Rooted in lost history, the new Sydney Plaza is about the meaning of place, heritage and identity. An attempt to uncover, layer and celebrate the Eora origins of this part of coastal Sydney, the project is about the reconciliation of cultures and defining identity in an ever changing world. This reconciliation of difference lies at the heart of the proposal and aims to articulate and establish dialogue around the complex relationship colonizers have to their indigenous communities.
Inspired by simple unitary forms and place making in Aboriginal culture, we imagine the new community building and plaza as a ‘found place’ based around the notion of the shelter, a symbolic respite away from the busy streetscape that is discovered and dissolves through light.
The project involved major internal renovations to the back half of a single storey federation terrace, and the addition of a second storey bedroom and bathroom.
The form of the extensions can be read as two plywood boxes, detailed to have a furniture like quality. One, the bedroom, sits astride the existing masonry house and overlooks the rear laneway. The other, the bathroom, is interlocked into the larger box and is propped on an extension of the party wall and a single round steel column.

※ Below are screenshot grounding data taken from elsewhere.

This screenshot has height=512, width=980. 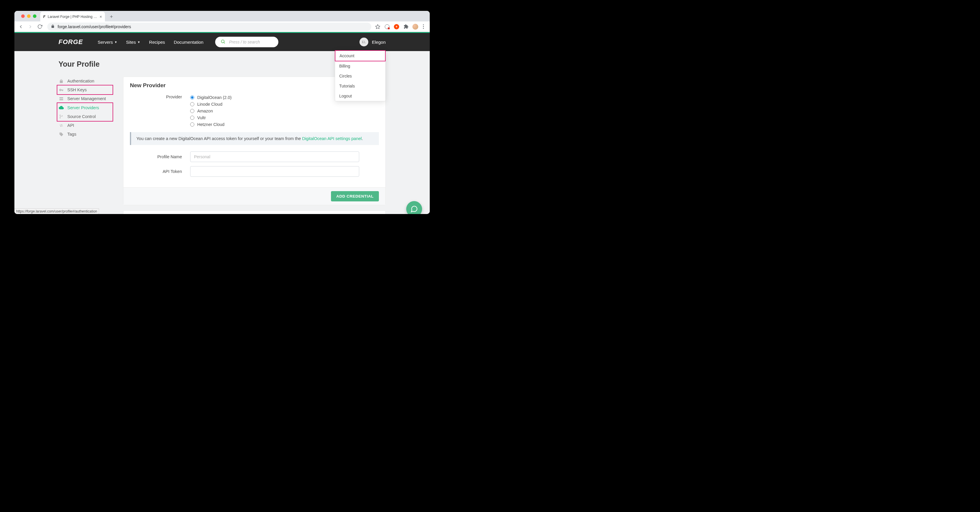 What do you see at coordinates (44, 17) in the screenshot?
I see `favicon: F` at bounding box center [44, 17].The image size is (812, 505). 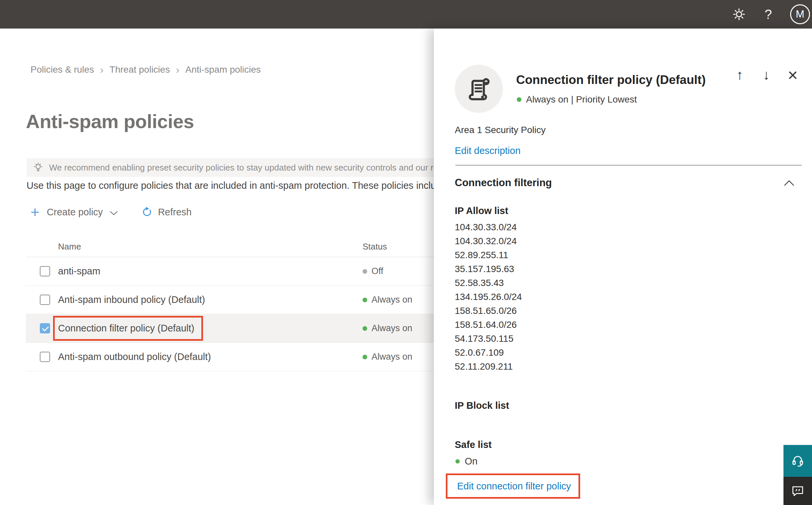 What do you see at coordinates (45, 328) in the screenshot?
I see `row-checkbox-checked` at bounding box center [45, 328]. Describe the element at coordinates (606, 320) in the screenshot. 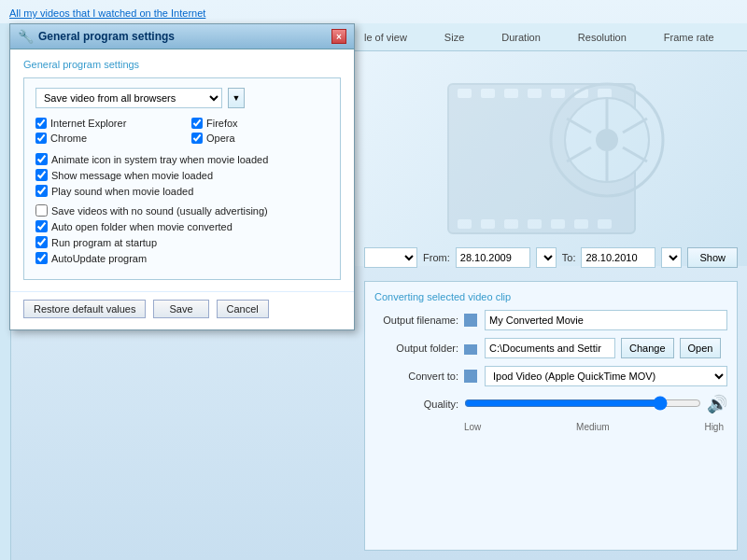

I see `output-filename-input` at that location.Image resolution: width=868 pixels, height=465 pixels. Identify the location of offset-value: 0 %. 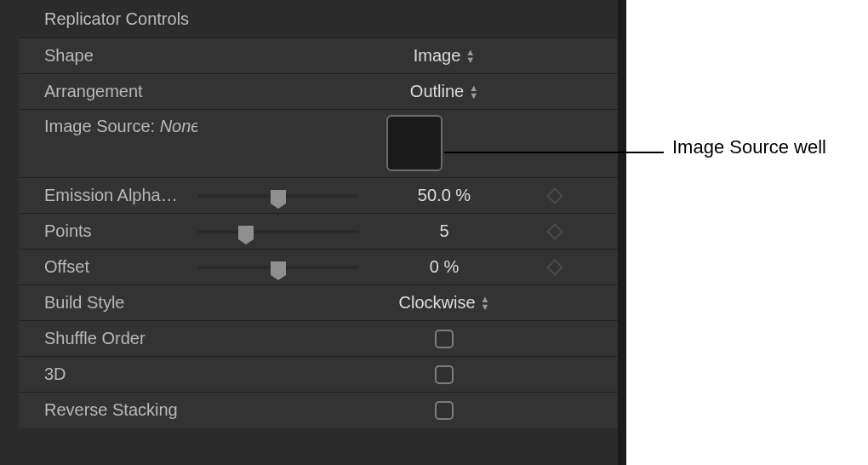
(444, 267).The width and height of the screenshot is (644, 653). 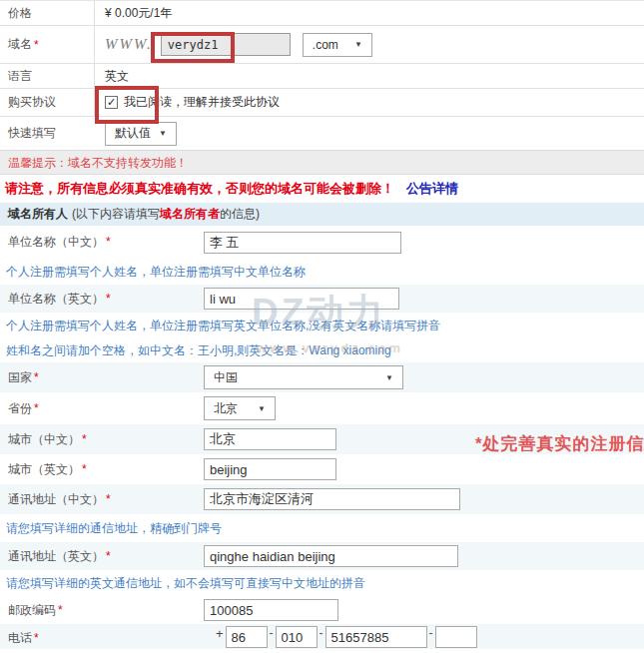 What do you see at coordinates (102, 469) in the screenshot?
I see `city-en-label: 城市（英文）*` at bounding box center [102, 469].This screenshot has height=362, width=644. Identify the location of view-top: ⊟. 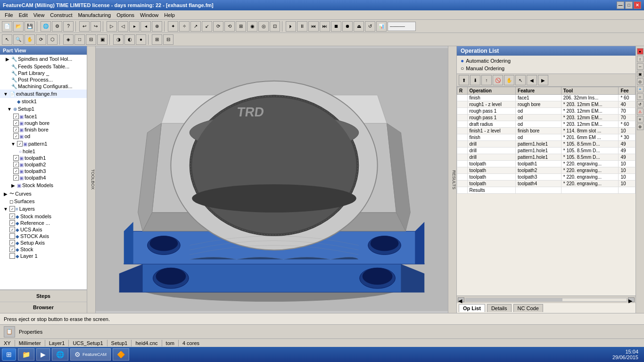
(91, 40).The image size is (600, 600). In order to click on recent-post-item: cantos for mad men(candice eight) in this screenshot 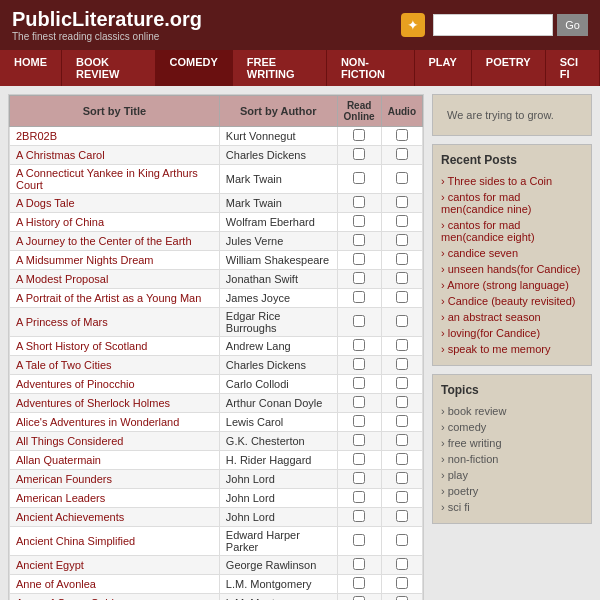, I will do `click(512, 231)`.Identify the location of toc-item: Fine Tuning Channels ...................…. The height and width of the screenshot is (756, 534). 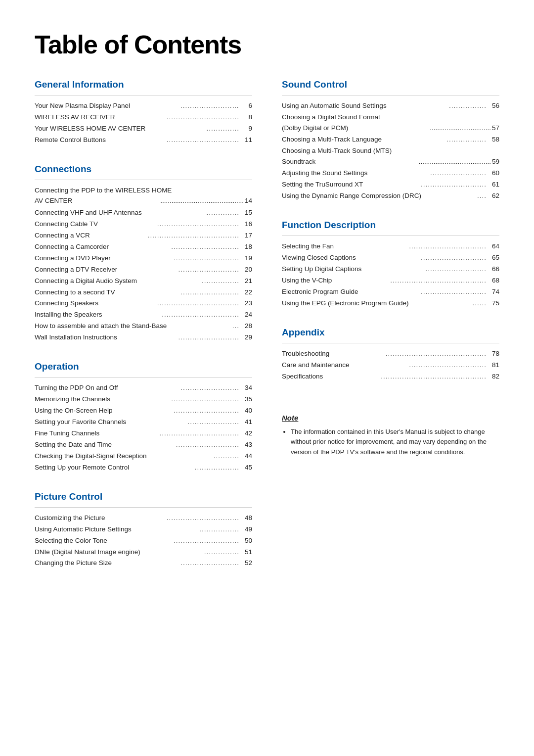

Article source: Zaha Hadid Architects and Cox Architecture
This morning it was announced that Zaha Hadid Architects (ZHA; London, UK) and Cox Architecture (COX; Sydney, NSW) have won the international design competition for the new Western Sydney Airport (WSA) and been appointed as Master Architect for the project. The ZHA/COX team was selected from a broad field of forty national and international applicants that was narrowed to five selected design competitors.